Defense witnesses, whose testimony should extend over three days of testing, will try to defeat the portrait of the storm painted by the accusation during their case.

The case of the accusation is, essentially, this: Roman Storm, as well as its alleged colleagues and co-conspirators, Roman Semenov and Alexey Pétèsev, detainees of the tornado. They benefited generously with their sale of torn token. They knew that criminals, including the North Korean pirates, sometimes used the protocol to whiten the funds. They made frequent changes to the frontal end or to the user interface of Tornado Cash, and were also able to change the nature of the protocol itself to make it less attractive for criminals, but no. And when the victims of hacks and scams contacted tornado money asking for help, Storm told them that he could do nothing for them, which, according to the government, was a lie.

This has argued the government, constitutes a trio of conspiracies: conspiracy to commit money laundering, a conspiracy to commit escape sanctions and plot to violate international sanctions – accusations for which the storm, if condemned, risks up to 45 years in prison.

The defense, on the other hand, argued that Storm did not participate in any conspiracy because he did not know that the criminals using his software did not give them green light to use it or otherwise take advantage of their criminal acts. At most, his lawyers told the judge on Thursday that he had neglected, but not criminally responsible for the behavior of the worst users of Tornado Cash.

Expert (?) Witness

Thanks to the testimony of several “victims” witnesses as well as the piracy authors, the accusation explained to the jury how the criminal product had crossed the tornado money and then disappeared.
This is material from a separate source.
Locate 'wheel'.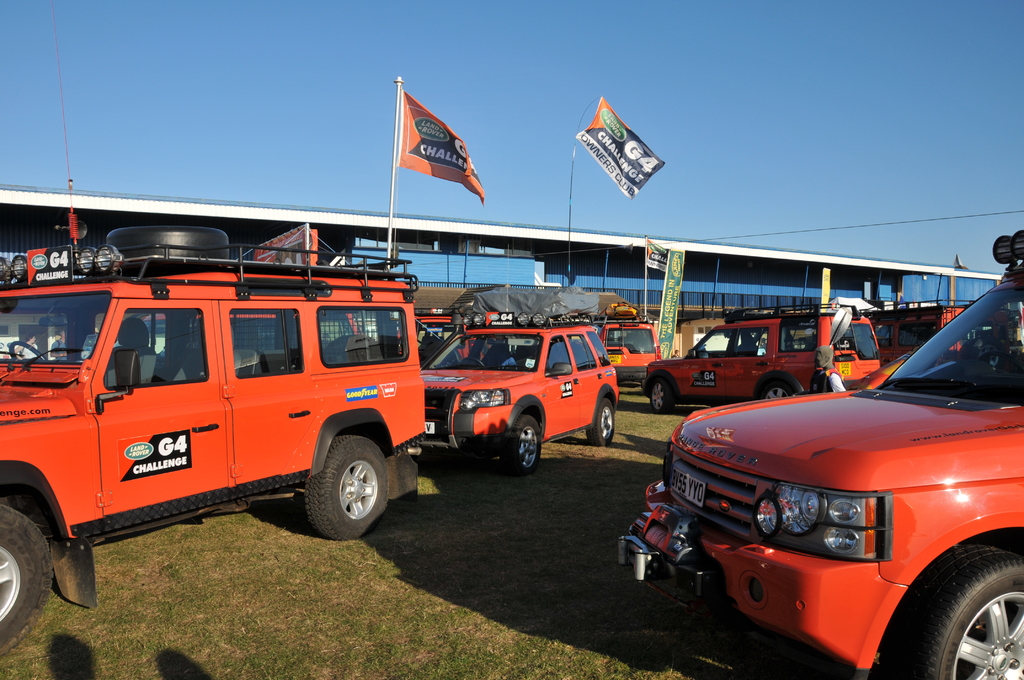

But a witness – a victim of a WhatsApp scam of the bad number named Hanfeng Lin, who lost $ 250,000 against a pork butcher’s operation – said earlier in the Storm trial that an cryptographic tracing company called Payback drew part of his money in Tornado Cash. During the weekend, however, the Blockchain Sleuth Taylor Monahan (alias @tayvano_x) went to X to explain this return on investment, and therefore the government, had gone wrong tracing. Linen money, she said, never went to Tornado Cash-an assertion that other high-respected blockchain tracers, including the pseudonym detective of the Zachxbt blockchain, also verified.
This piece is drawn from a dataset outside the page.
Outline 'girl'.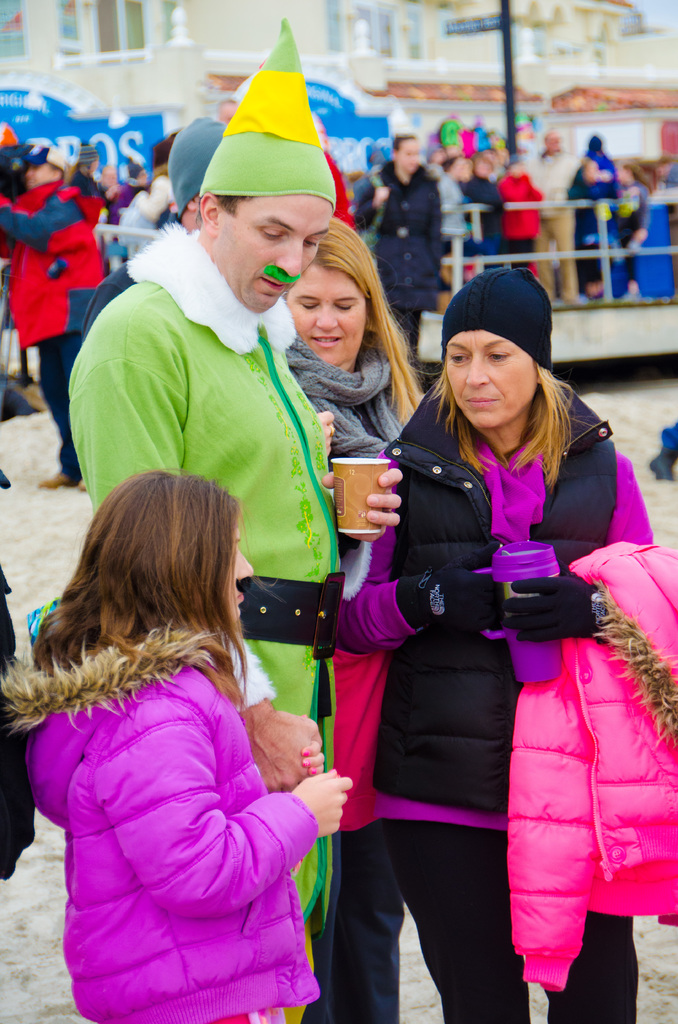
Outline: 615:161:652:301.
The alleged tracing error led the defense to increase the possibility of a trial, or at least the strike of the testimony of flax. However, Failla judged that another witnesses of the accusation – the agent of the Internal Revenue Service (IRS), Stephan George – would be authorized to verify that the linen funds have effectively crossed the tornado money, canceling the defense objection to the introduction of George as an expert witness.
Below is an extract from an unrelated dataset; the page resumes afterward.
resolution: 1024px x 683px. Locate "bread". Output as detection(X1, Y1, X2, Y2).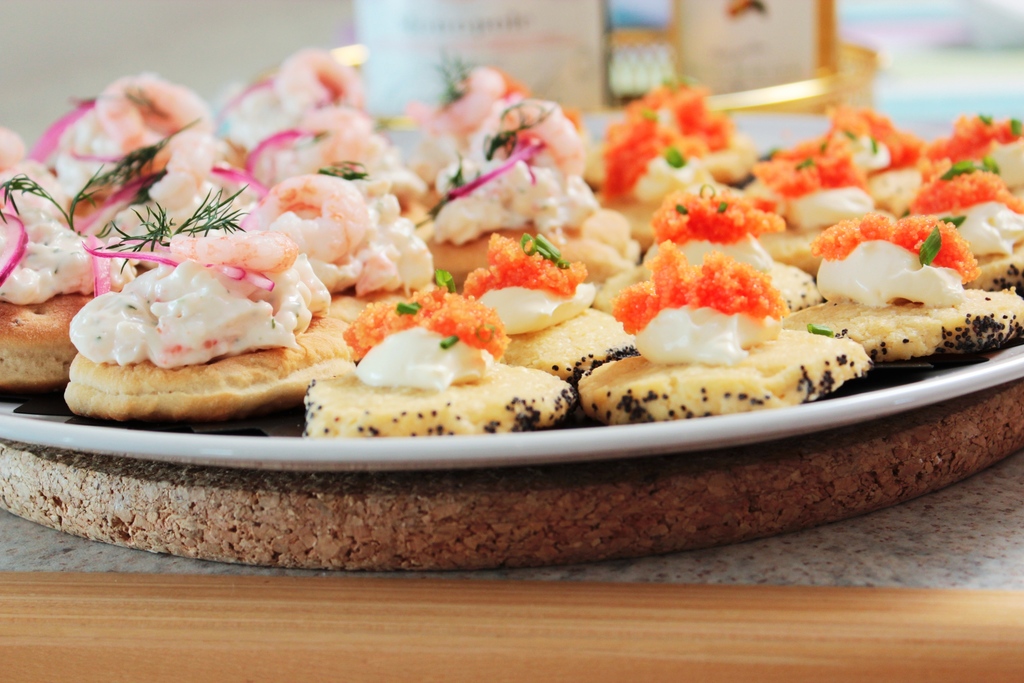
detection(424, 226, 580, 281).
George, a first expert witness, said that he had used an accounting principle called “LIFO” (last in, first outing) to retrace linen funds. He admitted, during the counter-examination, that the tracing method does not establish the property or the allocation of portfolios or funds and does not prove that flax crooks moved his money via tornado money.

During his axel cross-examination, George also admitted that he was not sure if the torn token were “a totally different token”, saying: “It is not a factor that I have to sail regularly in my work”. When he asked if he knew what Crypto.com was (the exchange from which the victim’s funds are from), the expert replied: “I did not examine Crypto.com and what it could be.”

Following steps

Thanks to their own witnesses, the defense will try to retreat some of the characterizations and allegations made by the accusation. Friday, the defense will call an expert witness as well as the professor of the Columbia Business School Omid Malekan, who will testify on his use of Tornado Cash.